Since we also noted the book has a copyright date of 2005, we thought we might be a bit late in taking note of it but decided our readers may, like us, have missed the wide proliferation of its original notices. We saw that it was dedicated as follows: “To Joan, truly.” We are unaware of what exactly is implied as the appropriate word to follow “truly.”

We will now, for purposes of this notice, quote briefly from the beginning:

"One of the most salient features of our culture is that there is so much bullshit. Everyone knows this. Each of us contributes his share. But we tend to take the situation for granted. Most people are rather confident of their ability to recognize bullshit and to avoid being taken in by it. So the phenomenon has not aroused much deliberate concern, nor attracted much sustained inquiry."

Having established his topic, he continues, in time-honored Aristotelian fashion, to review past work in the area before he makes his major contribution. He turns to an essay, called The Prevalence of Humbug by Max Black, wherein the author suggests a number of synonyms for “humbug,” including “balderdash, claptrap, hokum, drivel, buncombe, imposture, and quackery.”

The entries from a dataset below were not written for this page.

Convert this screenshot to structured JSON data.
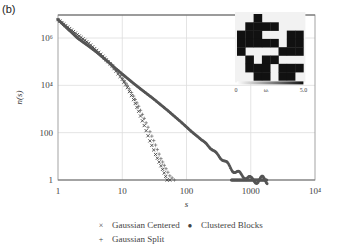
{
  "panel_label": "(b)",
  "chart_data": {
    "type": "scatter",
    "title": "",
    "xlabel": "s",
    "ylabel": "n(s)",
    "xscale": "log",
    "yscale": "log",
    "xlim": [
      1,
      10000
    ],
    "ylim": [
      1,
      10000000
    ],
    "x_ticks": [
      "1",
      "10",
      "100",
      "1000",
      "10⁴"
    ],
    "y_ticks": [
      "1",
      "100",
      "10⁴",
      "10⁶"
    ],
    "grid": true,
    "legend_position": "below",
    "series": [
      {
        "name": "Gaussian Centered",
        "marker": "x",
        "x": [
          1,
          2,
          3,
          4,
          5,
          6,
          7,
          8,
          10,
          12,
          15,
          18,
          22,
          27,
          33,
          40,
          45,
          50,
          55
        ],
        "y": [
          6000000,
          1400000,
          600000,
          300000,
          170000,
          100000,
          65000,
          40000,
          18000,
          8000,
          2500,
          800,
          200,
          45,
          12,
          4,
          2,
          1,
          1
        ]
      },
      {
        "name": "Gaussian Split",
        "marker": "+",
        "x": [
          1,
          2,
          3,
          4,
          5,
          6,
          7,
          8,
          10,
          12,
          15,
          18,
          22,
          27,
          33,
          40,
          48,
          55,
          65
        ],
        "y": [
          6000000,
          1100000,
          500000,
          260000,
          150000,
          95000,
          62000,
          42000,
          20000,
          10000,
          3500,
          1300,
          400,
          110,
          30,
          8,
          3,
          1.5,
          1
        ]
      },
      {
        "name": "Clustered Blocks",
        "marker": "o",
        "x": [
          1,
          2,
          3,
          4,
          5,
          6,
          8,
          10,
          15,
          20,
          30,
          50,
          80,
          120,
          200,
          300,
          400,
          500,
          600,
          800,
          1000,
          1300,
          1800
        ],
        "y": [
          6000000,
          1000000,
          450000,
          250000,
          150000,
          100000,
          50000,
          30000,
          12000,
          6500,
          2800,
          900,
          300,
          110,
          35,
          12,
          6,
          3,
          2,
          1.5,
          1,
          1,
          1
        ]
      }
    ],
    "inset": {
      "type": "heatmap",
      "grid": [
        [
          0,
          0,
          1,
          0,
          0,
          0,
          0,
          0
        ],
        [
          0,
          1,
          1,
          1,
          1,
          0,
          0,
          0
        ],
        [
          1,
          1,
          1,
          0,
          0,
          0,
          1,
          1
        ],
        [
          1,
          1,
          1,
          1,
          1,
          0,
          1,
          1
        ],
        [
          1,
          0,
          0,
          0,
          0,
          1,
          1,
          1
        ],
        [
          0,
          1,
          0,
          1,
          1,
          0,
          0,
          0
        ],
        [
          0,
          1,
          1,
          1,
          0,
          1,
          1,
          1
        ],
        [
          0,
          0,
          1,
          1,
          0,
          1,
          1,
          0
        ]
      ],
      "colorbar_min": "0",
      "colorbar_label": "ωᵢ",
      "colorbar_max": "5.0"
    }
  },
  "legend": {
    "items": [
      {
        "marker": "×",
        "label": "Gaussian Centered"
      },
      {
        "marker": "●",
        "label": "Clustered Blocks"
      },
      {
        "marker": "+",
        "label": "Gaussian Split"
      }
    ]
  },
  "colors": {
    "frame": "#9a9a9a",
    "grid": "#dddddd",
    "markers_dark": "#333333",
    "markers_cluster": "#555555"
  }
}
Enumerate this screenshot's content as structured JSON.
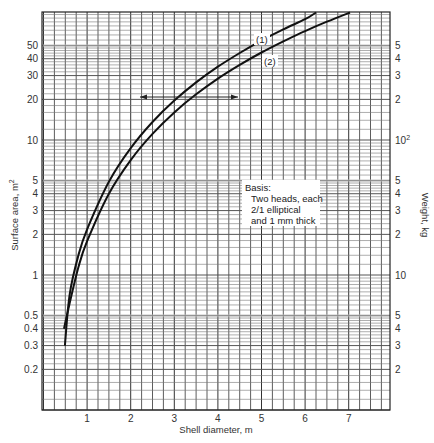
{
  "chart_data": {
    "type": "line",
    "title": "",
    "xlabel": "Shell diameter, m",
    "ylabel": "Surface area, m²",
    "ylabel_left_base": "Surface area, m",
    "ylabel_left_sup": "2",
    "y2label": "Weight, kg",
    "xlim": [
      0,
      8
    ],
    "ylim": [
      0.1,
      90
    ],
    "yscale": "log",
    "grid": true,
    "x_ticks": [
      "1",
      "2",
      "3",
      "4",
      "5",
      "6",
      "7"
    ],
    "x_tick_values": [
      1,
      2,
      3,
      4,
      5,
      6,
      7
    ],
    "y_ticks_left": [
      {
        "value": 50,
        "label": "50"
      },
      {
        "value": 40,
        "label": "40"
      },
      {
        "value": 30,
        "label": "30"
      },
      {
        "value": 20,
        "label": "20"
      },
      {
        "value": 10,
        "label": "10"
      },
      {
        "value": 5,
        "label": "5"
      },
      {
        "value": 4,
        "label": "4"
      },
      {
        "value": 3,
        "label": "3"
      },
      {
        "value": 2,
        "label": "2"
      },
      {
        "value": 1,
        "label": "1"
      },
      {
        "value": 0.5,
        "label": "0.5"
      },
      {
        "value": 0.4,
        "label": "0.4"
      },
      {
        "value": 0.3,
        "label": "0.3"
      },
      {
        "value": 0.2,
        "label": "0.2"
      }
    ],
    "y_ticks_right": [
      {
        "value": 50,
        "label": "5"
      },
      {
        "value": 40,
        "label": "4"
      },
      {
        "value": 30,
        "label": "3"
      },
      {
        "value": 20,
        "label": "2"
      },
      {
        "value": 10,
        "label": "10",
        "sup": "2"
      },
      {
        "value": 5,
        "label": "5"
      },
      {
        "value": 4,
        "label": "4"
      },
      {
        "value": 3,
        "label": "3"
      },
      {
        "value": 2,
        "label": "2"
      },
      {
        "value": 1,
        "label": "10"
      },
      {
        "value": 0.5,
        "label": "5"
      },
      {
        "value": 0.4,
        "label": "4"
      },
      {
        "value": 0.3,
        "label": "3"
      },
      {
        "value": 0.2,
        "label": "2"
      }
    ],
    "series": [
      {
        "name": "(1)",
        "label": "(1)",
        "x": [
          0.49,
          0.6,
          0.8,
          1.0,
          1.5,
          2.0,
          2.5,
          3.0,
          3.5,
          4.0,
          4.5,
          5.0,
          5.5,
          6.0,
          6.25
        ],
        "values": [
          0.3,
          0.72,
          1.4,
          2.18,
          4.9,
          8.7,
          13.6,
          19.6,
          26.7,
          34.9,
          44.1,
          54.5,
          66.0,
          78.5,
          88.0
        ]
      },
      {
        "name": "(2)",
        "label": "(2)",
        "x": [
          0.47,
          0.6,
          0.8,
          1.0,
          1.5,
          2.0,
          2.5,
          3.0,
          3.5,
          4.0,
          4.5,
          5.0,
          5.5,
          6.0,
          6.5,
          7.03
        ],
        "values": [
          0.4,
          0.62,
          1.14,
          1.78,
          4.0,
          7.1,
          11.1,
          16.0,
          21.8,
          28.5,
          36.0,
          44.5,
          53.8,
          64.1,
          75.2,
          88.0
        ]
      }
    ],
    "annotations": [
      {
        "type": "text",
        "lines": [
          "Basis:",
          "Two heads, each",
          "2/1 elliptical",
          "and 1 mm thick"
        ]
      },
      {
        "type": "double-arrow",
        "y": 21,
        "x_from": 2.2,
        "x_to": 4.5
      },
      {
        "type": "curve-label",
        "text": "(1)",
        "x": 4.95,
        "y": 58
      },
      {
        "type": "curve-label",
        "text": "(2)",
        "x": 5.25,
        "y": 40
      }
    ],
    "legend": "none"
  },
  "labels": {
    "xlabel": "Shell diameter, m",
    "y2label": "Weight, kg",
    "basis_title": "Basis:",
    "basis_line1": "Two heads, each",
    "basis_line2": "2/1 elliptical",
    "basis_line3": "and 1 mm thick",
    "curve1": "(1)",
    "curve2": "(2)"
  }
}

The author does not find this list helpful, but Black defines humbug as follows: “deceptive misrepresentation, short of lying, especially by pretentious word or deed, of somebody’s own thoughts, feelings, or attitudes.”

Frankfurt finds merit in the description and opts to “comment on the various elements of Black’s definition.”

In the course of his recapitulation and analysis, he also considers related thoughts by folks from St. Augustine to Pascal and Wittgenstein.

We finally arrive at such sweeping insights as: “Bullshit is unavoidable whenever circumstances require someone to talk without knowing what he is talking about.” And that "The contemporary proliferation of bullshit also has deeper sources, in various forms of skepticism which deny that we can have any reliable access to an objective reality, and which therefore reject the possibility of knowing how things truly are.”

We conclude with, “Facts about ourselves are not peculiarly solid and resistant to skeptical dissolution. Our natures are, indeed, elusively insubstantial – notoriously less stable and less inherent than the natures of other things. And insofar as this is the case, sincerity itself is bullshit.”

Since “sincerity” is actually one of the most fundamental esthetic principals of emotive art, as stated by storytelling heavies like Tolstoy to inviting versifiers like Hammerstein, we will decline to go along with the author’s final statement.

But if this sort of offbeat investigative reasoning is your kind of cow pie, then you might enjoy a perusal of its examination of the subject at hand. Tom Attea, humorist and creator of NewsLaugh.com, has had six shows produced Off-Broadway. Critics have called his writing "delightfully funny," "witty," with "great humor and ebullience" and "good, genuine laughs."